Desks
Desks
A desk is the one piece of the setup everything else hangs off. Get the height range right and the chair, monitor and keyboard all fall into place. Get it wrong and you spend three years compensating.


Best Standing Desk
The best standing desks for a home office
Four desks, ranked on the floor height, the weight ceiling and the warranty — the specs that decide fit and lifespan.
Top pick: UPLIFT V2-Commercial (2-leg)

Best Home Office Desk
The best home office desks
Four desks on published height range, capacity and warranty — plus the arithmetic for why the ordinary 29-inch desk is too tall for the median adult.
Top pick: UPLIFT V2-Commercial (2-leg)

Best Converter
The best standing desk converters
A roundup of one, honestly. Plus the name shared by two different products — where the difference is 'lifetime' versus five years.
Top pick: Vari VariDesk Pro Plus 36 (manual)

Guide
L-shaped desks
No rankings, honestly — nobody in this category publishes a spec sheet. What the corner geometry actually costs you, and what we'd buy instead.

Compared
Standing desk vs sitting
What Cochrane and the BJSM expert statement actually found — and why the famous 20-8-2 rule was never published where everyone says it was.

Compared
Standing desk vs converter
35 lb against 200-355 lb, and a converter that only travels upward — so your seated height stays exactly as wrong as it was.

Guide
How long should you stand at a standing desk?
20-8-2 is real but widely mis-attributed, and no source compares ratios head-to-head. What Cornell, the BJSM statement and Cochrane actually say.

Guide
What size desk do you need?
Depth is set by viewing distance, width by what actually goes on the desk. The published numbers for each, and why a monitor arm buys back depth.
What actually decides a desk
Not the top. Not the finish. The floor height— how low the thing goes.
Every standing desk on the market advertises how high it rises, because that is the feature you are paying for. Almost none of them lead with the bottom of the range, and that is the number that decides whether the desk fits you when you are sitting at it, which is most of the time. Across the four desks we ranked, the floor runs from 21.6″ to 29.2″. That is nearly eight inches of difference between desks that look identical in a photograph, and it is the difference between a desk that fits a 5′2″ person and one that never will.
Work out your own number first — it takes a minute with the desk height calculator — then strike out every desk that cannot reach it. For a lot of shorter buyers that removes most of the market before price is even a consideration.
How the category divides
Three things get called “desk” here and they are not interchangeable.
Fixed deskssit at roughly 29″ and do nothing. That is a problem, because 29″ is above the median adult’s correct seated height — our arithmetic from the ANSUR data puts the median man at about 26.6″ and the median woman at 24.4″. A fixed desk is not a neutral default; it is a compromise that happens to suit taller people.
Electric sit-stand desks solve that by moving. They are the real answer for most people and they are what our standing desk roundup covers. The spread in quality is enormous and it shows up in two specs: the floor height and the warranty.
Converters sit on the desk you already own and lift your monitor and keyboard. They are a third of the price and they answer a question the expensive option cannot: will you actually use the standing half? A lot of people find out they will not. The honest comparison is here.
What the money buys
Mostly, the warranty — and the difference is wider than the price suggests. Across our roundup the coverage runs from three years to lifetime on desks that are separated by a few hundred dollars. This is a category where a motor failing at year four is the realistic failure mode, not a scratched top, so the warranty is not a bonus. It is the product.
The second thing it buys is documentation. UPLIFT publishes a real spec sheet with travel speed and a noise figure. Branch publishes no motor count, no stage count, no speed, and no BIFMA statement at all. Both are perfectly good desks; only one of them told you what you were buying.
The mistake people make
Buying on the top of the range. The tall end varies by about three inches across the whole category and nobody has trouble reaching it. Every meaningful difference is at the bottom, and that is the spec the listings bury.
The second mistake is forgetting that a desk which moves needs cable slack at every single cable. Roughly twenty inches of it. It is the most common day-two problem in the category and it is entirely predictable on day one.
What we can’t tell you
We have not stood at any of these. We cannot tell you how much a desk wobbles at full extension, how loud the motor really is at 7am, or whether the controller is delightful or maddening. Those need hands. Our methodologysets out exactly what reading spec sheets does and does not buy you — and for the subjective half, owner reviews will serve you better than we will.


▸ **EXERCISE BRIEF**:
Line by line, print the records exactly, and keep images out of the copy.

[Saved data entries]
++++++++

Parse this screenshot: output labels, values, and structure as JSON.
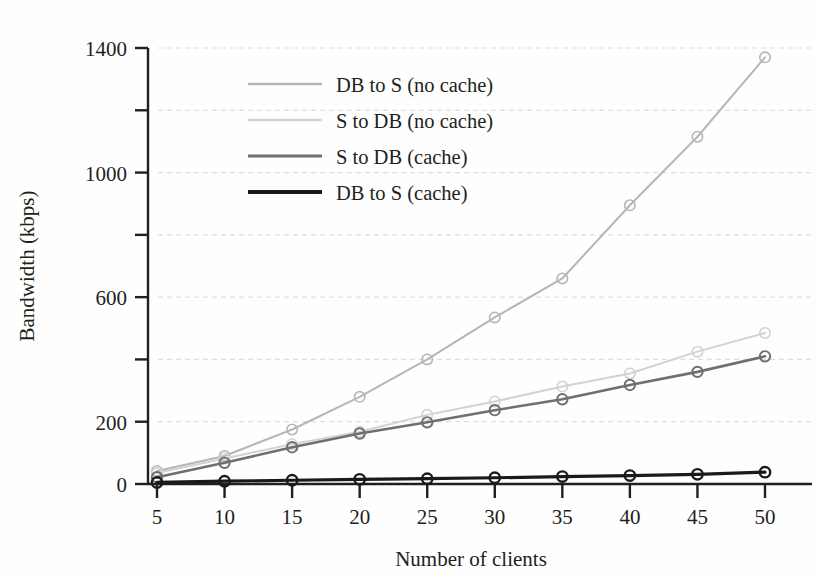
{
  "chart_data": {
    "type": "line",
    "title": "",
    "xlabel": "Number of clients",
    "ylabel": "Bandwidth (kbps)",
    "x": [
      5,
      10,
      15,
      20,
      25,
      30,
      35,
      40,
      45,
      50
    ],
    "xlim": [
      5,
      50
    ],
    "ylim": [
      0,
      1400
    ],
    "xticks": [
      5,
      10,
      15,
      20,
      25,
      30,
      35,
      40,
      45,
      50
    ],
    "xtick_labels": [
      "5",
      "10",
      "15",
      "20",
      "25",
      "30",
      "35",
      "40",
      "45",
      "50"
    ],
    "yticks": [
      0,
      200,
      400,
      600,
      800,
      1000,
      1200,
      1400
    ],
    "ytick_labels": [
      "0",
      "200",
      "",
      "600",
      "",
      "1000",
      "",
      "1400"
    ],
    "grid": true,
    "grid_style": "dotted-horizontal",
    "legend_position": "upper-left-inset",
    "marker": "circle-open",
    "series": [
      {
        "name": "DB to S (no cache)",
        "color": "#b6b6b6",
        "width": 2.0,
        "values": [
          42,
          90,
          175,
          280,
          400,
          535,
          660,
          895,
          1115,
          1370
        ]
      },
      {
        "name": "S to DB (no cache)",
        "color": "#d2d2d2",
        "width": 2.0,
        "values": [
          35,
          82,
          128,
          168,
          222,
          265,
          313,
          355,
          425,
          485
        ]
      },
      {
        "name": "S to DB (cache)",
        "color": "#6f6f6f",
        "width": 2.6,
        "values": [
          22,
          68,
          118,
          162,
          198,
          237,
          272,
          318,
          360,
          410
        ]
      },
      {
        "name": "DB to S (cache)",
        "color": "#1a1a1a",
        "width": 3.2,
        "values": [
          5,
          9,
          12,
          15,
          17,
          20,
          24,
          27,
          31,
          38
        ]
      }
    ]
  },
  "axes": {
    "xlabel": "Number of clients",
    "ylabel": "Bandwidth (kbps)"
  },
  "legend": {
    "entries": [
      {
        "label": "DB to S (no cache)"
      },
      {
        "label": "S to DB (no cache)"
      },
      {
        "label": "S to DB (cache)"
      },
      {
        "label": "DB to S (cache)"
      }
    ]
  },
  "colors": {
    "axis": "#231f20",
    "grid": "#dedede",
    "background": "#fefefe"
  }
}
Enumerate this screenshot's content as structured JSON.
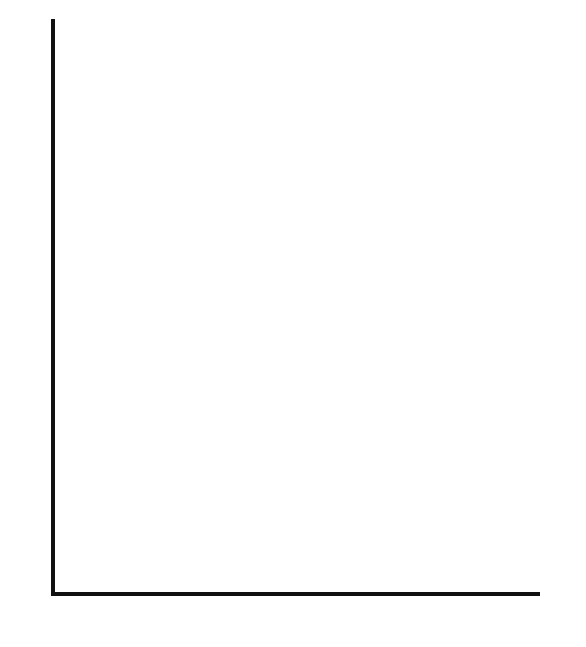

++++++++

▸ **RESPONSE TO THE EXERCISE**:
Parse this screenshot: output labels, values, and structure as JSON.
{
  "chart_data": {
    "type": "line",
    "title": "",
    "xlabel": "Number of clients",
    "ylabel": "Bandwidth (kbps)",
    "x": [
      5,
      10,
      15,
      20,
      25,
      30,
      35,
      40,
      45,
      50
    ],
    "xlim": [
      5,
      50
    ],
    "ylim": [
      0,
      1400
    ],
    "xticks": [
      5,
      10,
      15,
      20,
      25,
      30,
      35,
      40,
      45,
      50
    ],
    "xtick_labels": [
      "5",
      "10",
      "15",
      "20",
      "25",
      "30",
      "35",
      "40",
      "45",
      "50"
    ],
    "yticks": [
      0,
      200,
      400,
      600,
      800,
      1000,
      1200,
      1400
    ],
    "ytick_labels": [
      "0",
      "200",
      "",
      "600",
      "",
      "1000",
      "",
      "1400"
    ],
    "grid": true,
    "grid_style": "dotted-horizontal",
    "legend_position": "upper-left-inset",
    "marker": "circle-open",
    "series": [
      {
        "name": "DB to S (no cache)",
        "color": "#b6b6b6",
        "width": 2.0,
        "values": [
          42,
          90,
          175,
          280,
          400,
          535,
          660,
          895,
          1115,
          1370
        ]
      },
      {
        "name": "S to DB (no cache)",
        "color": "#d2d2d2",
        "width": 2.0,
        "values": [
          35,
          82,
          128,
          168,
          222,
          265,
          313,
          355,
          425,
          485
        ]
      },
      {
        "name": "S to DB (cache)",
        "color": "#6f6f6f",
        "width": 2.6,
        "values": [
          22,
          68,
          118,
          162,
          198,
          237,
          272,
          318,
          360,
          410
        ]
      },
      {
        "name": "DB to S (cache)",
        "color": "#1a1a1a",
        "width": 3.2,
        "values": [
          5,
          9,
          12,
          15,
          17,
          20,
          24,
          27,
          31,
          38
        ]
      }
    ]
  },
  "axes": {
    "xlabel": "Number of clients",
    "ylabel": "Bandwidth (kbps)"
  },
  "legend": {
    "entries": [
      {
        "label": "DB to S (no cache)"
      },
      {
        "label": "S to DB (no cache)"
      },
      {
        "label": "S to DB (cache)"
      },
      {
        "label": "DB to S (cache)"
      }
    ]
  },
  "colors": {
    "axis": "#231f20",
    "grid": "#dedede",
    "background": "#fefefe"
  }
}
Enumerate this screenshot's content as structured JSON.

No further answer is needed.